1429: Jeanne d'Arc pulls an arrow from her own shoulder and charges back into the fighting, thereby earning promotion to Badass 1st Class.
1824: The most awesome piece of music ever is performed in public for the first time.
1832: In a move that makes sense only to Europeans, representatives of the British, French, and Russian governments meet in London and pick a seventeen year old Bavarian princeling to be King of Greece. Viewed in light of decisions like this, things like the '14-'18 War start to make a lot more sense.
1915: US passengers board a ship carrying munitions and flying the flag of a belligerent power which then sails into a war zone and gets sunk, just like the advertisements printed in the New York Times by the German embassy warned it might be. And yet people act surprised. After further escapades, we somehow wind up sucked into the aforementioned '14-'18 war, and then our crazy President helps break history. Sorry 'bout that.
1920: Marshal Józef Piłsudski, armed only with tens of thousands of soldiers and one truly fearsome mustache, takes Kiev as part of his ongoing struggle to... er... keep Ukraine Polish, or something.
Books. Bikes. Boomsticks.
“I only regret that I have but one face to palm for my country.”
Friday, May 07, 2010
Today In History: Stuff.
On this date in:
"a move that makes sense only to Europeans"
ReplyDeleteThat right there kind of sums up most of history, at least as regards the Western world.
Ah, Wilson. The Jimmy Carter of the 'teens.
ReplyDeleteAh, Poland. The only country to beat the Soviets in a straight up fight.
ReplyDeleteAnd make it stick.
Wilson: Proof positive that we don't need Ph.D. presidents. (And should avoid them at all costs.)
ReplyDeleteFar be it from me to knock the deaf geezer, but........
ReplyDeletespem in alium. Thomas Tallis.
"Just sayin'", as you colonial chappies say......
Best wishes.
FWIW, you now have me wandering around the house singing "Freude, schöner Götterfunken, Tochter aus Elysium!"
ReplyDeleteThis is disturbing the cats no end.
If you ever get a chance to hear Leonard Bernstein's version of the 9th recorded in Berlin one year after the wall fell, do so.
ReplyDeleteIt is, without a doubt, my favorite recording of, as you say, the most awesome piece of music ever.
I don't know what heaven will be like, but I do have an idea of what the soundtrack will be.
The 9th is SO impressive that when Phillips and Sony were developing the format for the CD the play length was standardized on Beethoven's masterwork.
ReplyDeleteThe Ukraine WAS Polish, once But Pilsudski had a bonnet of many bees: "Piłsudski thus speculated that Poland would be better off with the Bolsheviks, alienated from the Western powers, than with a restored Russian Empire.[79][82] By ignoring the strong pressures from the Entente Cordiale to join the attack on Vladimir Lenin's struggling Soviet government, Piłsudski probably saved the Bolshevik government in the summer and fall of 1919.[83]"
ReplyDeleteGee thanks.
Ludwig is good.
ReplyDeleteTallis is better.
But for really awesome music, you need a neurotic Jewish composer.
http://www.youtube.com/watch?v=ZjiVrc0QTRw&feature=related
(There were roughly 850 people on stage for this one.)
I had Bernstein's 9th, the one he re-wrote. I gave it away, it wasn't a candle on the Stokowski version. Which I still have.
ReplyDeleteKishnvei - I agree. I generally prefer Mahler to Beethoven.
ReplyDeleteBut Ludwig's 9th is special.
Freunde trinken alle Wesern
ReplyDeleteAn den Brusten der Natur
Alle Guten, alle Bosen
Folgen ihrer Rosenspur.
Sorry if I'm not on the fanboy bandwagon for Joan of Arc, my half-Czech blood won't allow it. Still a little cranky about that threatened crusade against the Hussites.
ReplyDeleteRe. Poles and Bolshies:
ReplyDeleteIsaac Babel, Red Cavalry. Get the edition that includes his diary, and you can see how he massaged it into stories.
WVL torestel. Cavalry is torestel, Marines are emflibious.
Personally I think the 5th is more awesome, especially the transition from the third movement to the fourth. If you're listening on a home stereo, turn it up to eleven. If you're listening in concert, try to wrangle a seat next to the oboe player.
ReplyDeleteThat might be a novel experience for an oboe player.
ReplyDeleteSorry (a little), musician jokes are practically a reflex.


Work order:
Below are the entries; count how many lines contain the word "level" and reply with that number alone.

====

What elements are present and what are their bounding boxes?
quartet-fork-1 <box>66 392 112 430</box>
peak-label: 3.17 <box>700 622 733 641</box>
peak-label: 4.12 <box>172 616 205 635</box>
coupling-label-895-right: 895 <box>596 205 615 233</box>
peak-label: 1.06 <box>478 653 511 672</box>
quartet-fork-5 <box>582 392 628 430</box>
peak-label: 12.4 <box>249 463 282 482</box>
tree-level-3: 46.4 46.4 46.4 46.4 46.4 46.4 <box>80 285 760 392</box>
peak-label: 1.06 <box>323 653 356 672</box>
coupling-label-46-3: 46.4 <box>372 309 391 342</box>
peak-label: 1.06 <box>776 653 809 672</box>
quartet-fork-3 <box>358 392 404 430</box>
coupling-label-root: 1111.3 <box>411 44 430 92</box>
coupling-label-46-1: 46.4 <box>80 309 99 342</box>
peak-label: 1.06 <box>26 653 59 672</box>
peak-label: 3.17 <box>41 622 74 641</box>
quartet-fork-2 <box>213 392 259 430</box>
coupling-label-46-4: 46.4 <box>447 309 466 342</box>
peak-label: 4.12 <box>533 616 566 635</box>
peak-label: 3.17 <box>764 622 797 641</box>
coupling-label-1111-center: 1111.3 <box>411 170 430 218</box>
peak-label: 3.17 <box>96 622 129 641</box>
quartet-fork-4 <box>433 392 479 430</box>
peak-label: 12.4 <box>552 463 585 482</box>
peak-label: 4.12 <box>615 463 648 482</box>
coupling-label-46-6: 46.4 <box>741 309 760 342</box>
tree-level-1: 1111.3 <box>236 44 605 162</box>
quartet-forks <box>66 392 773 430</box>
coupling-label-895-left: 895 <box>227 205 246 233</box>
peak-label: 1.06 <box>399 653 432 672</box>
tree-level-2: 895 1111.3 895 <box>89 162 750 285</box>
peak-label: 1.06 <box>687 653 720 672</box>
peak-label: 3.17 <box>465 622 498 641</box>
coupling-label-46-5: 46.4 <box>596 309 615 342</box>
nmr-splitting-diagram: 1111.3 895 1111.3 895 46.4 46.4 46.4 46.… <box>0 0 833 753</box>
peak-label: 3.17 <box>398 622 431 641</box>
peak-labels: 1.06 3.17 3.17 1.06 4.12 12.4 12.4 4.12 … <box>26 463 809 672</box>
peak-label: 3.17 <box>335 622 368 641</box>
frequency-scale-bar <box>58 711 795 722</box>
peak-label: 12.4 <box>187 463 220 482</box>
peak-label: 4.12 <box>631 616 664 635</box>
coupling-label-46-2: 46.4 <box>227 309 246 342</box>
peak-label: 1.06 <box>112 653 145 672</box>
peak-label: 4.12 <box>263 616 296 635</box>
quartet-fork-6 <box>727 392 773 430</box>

====

Response:
3